Saturday, October 08, 2011

Sleeping With the Past (1989)

This is the other Elton John album I pulled out of the slush pile the same day I picked up the Thom Bell set. It was officially the new one at the time, hailed by fast-talking PR types who called me on the phone as some kind of rapprochement and reunion of Elton and his long-time lyricist Bernie Taupin. Something about it certainly struck home for me as I played it quite a bit, used various tracks as staples on mix tapes I made for years ("Sacrifice," "Sleeping With the Past," "Club at the End of the Street"), and in general just had myself a real nice glowing Elton John renaissance over it. I don't hear much of that as clearly now—though the music has well-grooved associations with a momentous period of my life and so some value on that level. I had the whole thing on the side of a tape that I took with me on a trip to New York, playing it a lot on my walkman as I pounded the streets and stopped into stores such as the Strand bookstore, and it worked nicely in that context, surprisingly. But mostly it sounds ponderous and lumbering to me now, though with all the usual high production values and some occasional moments that whip themselves up to a fine spirit or to very lovely passages or both, much like virtually all of Elton John for 30 years or more. In the end, maybe Elton John has become a kind of Elvis Presley for me. I'm still mostly enamored with much of his early work and certainly all the hits when he exploded in the '70s. He has steadily ossified into nothing ever particularly surprising, let alone meaningful. "I'm Still Standing" indeed, career statement of purpose. I said before that people were grateful for his reworking of "Candle in the Wind" as an elegy for Princess Diana, but I wasn't actually one of them. On the other hand, I wanted to stand on a chair and cheer when he and Eminem pulled their little stunt. So I don't actually have anything against him or resent him his success the way I might some others. I'm glad he's around and still out there and it's even nice to hear this again once in awhile.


> Directions for this task
The entries follow. Please return all of them exactly.

> Provided records
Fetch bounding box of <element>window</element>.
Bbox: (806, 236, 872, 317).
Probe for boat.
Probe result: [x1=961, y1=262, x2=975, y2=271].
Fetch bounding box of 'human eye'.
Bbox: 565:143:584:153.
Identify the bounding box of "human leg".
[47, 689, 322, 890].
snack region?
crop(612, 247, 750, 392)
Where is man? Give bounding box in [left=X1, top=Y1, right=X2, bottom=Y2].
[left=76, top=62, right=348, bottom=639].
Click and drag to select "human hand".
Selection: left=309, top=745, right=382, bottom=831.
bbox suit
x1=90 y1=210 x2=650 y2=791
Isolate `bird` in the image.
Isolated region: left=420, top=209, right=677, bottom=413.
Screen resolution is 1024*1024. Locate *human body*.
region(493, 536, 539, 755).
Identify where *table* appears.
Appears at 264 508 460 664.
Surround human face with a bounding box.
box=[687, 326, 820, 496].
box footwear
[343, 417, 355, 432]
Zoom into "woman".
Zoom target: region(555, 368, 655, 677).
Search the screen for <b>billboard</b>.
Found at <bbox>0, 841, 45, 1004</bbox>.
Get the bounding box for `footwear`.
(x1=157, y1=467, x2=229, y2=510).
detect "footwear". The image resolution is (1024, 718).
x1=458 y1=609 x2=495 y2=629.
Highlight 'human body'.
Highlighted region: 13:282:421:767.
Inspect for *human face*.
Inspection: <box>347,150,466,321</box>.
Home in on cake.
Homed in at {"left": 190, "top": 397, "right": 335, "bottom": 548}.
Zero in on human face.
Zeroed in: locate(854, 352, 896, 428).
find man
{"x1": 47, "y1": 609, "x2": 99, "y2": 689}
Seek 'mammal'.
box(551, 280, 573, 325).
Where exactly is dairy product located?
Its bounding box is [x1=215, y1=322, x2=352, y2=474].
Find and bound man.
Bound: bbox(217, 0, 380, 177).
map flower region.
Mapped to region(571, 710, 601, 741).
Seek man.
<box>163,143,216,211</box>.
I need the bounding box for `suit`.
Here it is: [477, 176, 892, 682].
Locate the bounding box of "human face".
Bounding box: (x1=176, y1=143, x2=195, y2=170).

> Exercise answer
Fetch bounding box of <element>window</element>.
Bbox: (806, 236, 872, 317).
Probe for boat.
Probe result: [x1=961, y1=262, x2=975, y2=271].
Fetch bounding box of 'human eye'.
Bbox: 565:143:584:153.
Identify the bounding box of "human leg".
[47, 689, 322, 890].
snack region?
crop(612, 247, 750, 392)
Where is man? Give bounding box in [left=X1, top=Y1, right=X2, bottom=Y2].
[left=76, top=62, right=348, bottom=639].
Click and drag to select "human hand".
Selection: left=309, top=745, right=382, bottom=831.
bbox suit
x1=90 y1=210 x2=650 y2=791
Isolate `bird` in the image.
Isolated region: left=420, top=209, right=677, bottom=413.
Screen resolution is 1024*1024. Locate *human body*.
region(493, 536, 539, 755).
Identify where *table* appears.
Appears at 264 508 460 664.
Surround human face with a bounding box.
box=[687, 326, 820, 496].
box footwear
[343, 417, 355, 432]
Zoom into "woman".
Zoom target: region(555, 368, 655, 677).
Search the screen for <b>billboard</b>.
Found at <bbox>0, 841, 45, 1004</bbox>.
Get the bounding box for `footwear`.
(x1=157, y1=467, x2=229, y2=510).
detect "footwear". The image resolution is (1024, 718).
x1=458 y1=609 x2=495 y2=629.
Highlight 'human body'.
Highlighted region: 13:282:421:767.
Inspect for *human face*.
Inspection: <box>347,150,466,321</box>.
Home in on cake.
Homed in at {"left": 190, "top": 397, "right": 335, "bottom": 548}.
Zero in on human face.
Zeroed in: locate(854, 352, 896, 428).
find man
{"x1": 47, "y1": 609, "x2": 99, "y2": 689}
Seek 'mammal'.
box(551, 280, 573, 325).
Where exactly is dairy product located?
Its bounding box is [x1=215, y1=322, x2=352, y2=474].
Find and bound man.
Bound: bbox(217, 0, 380, 177).
map flower region.
Mapped to region(571, 710, 601, 741).
Seek man.
<box>163,143,216,211</box>.
I need the bounding box for `suit`.
Here it is: [477, 176, 892, 682].
Locate the bounding box of "human face".
Bounding box: (x1=176, y1=143, x2=195, y2=170).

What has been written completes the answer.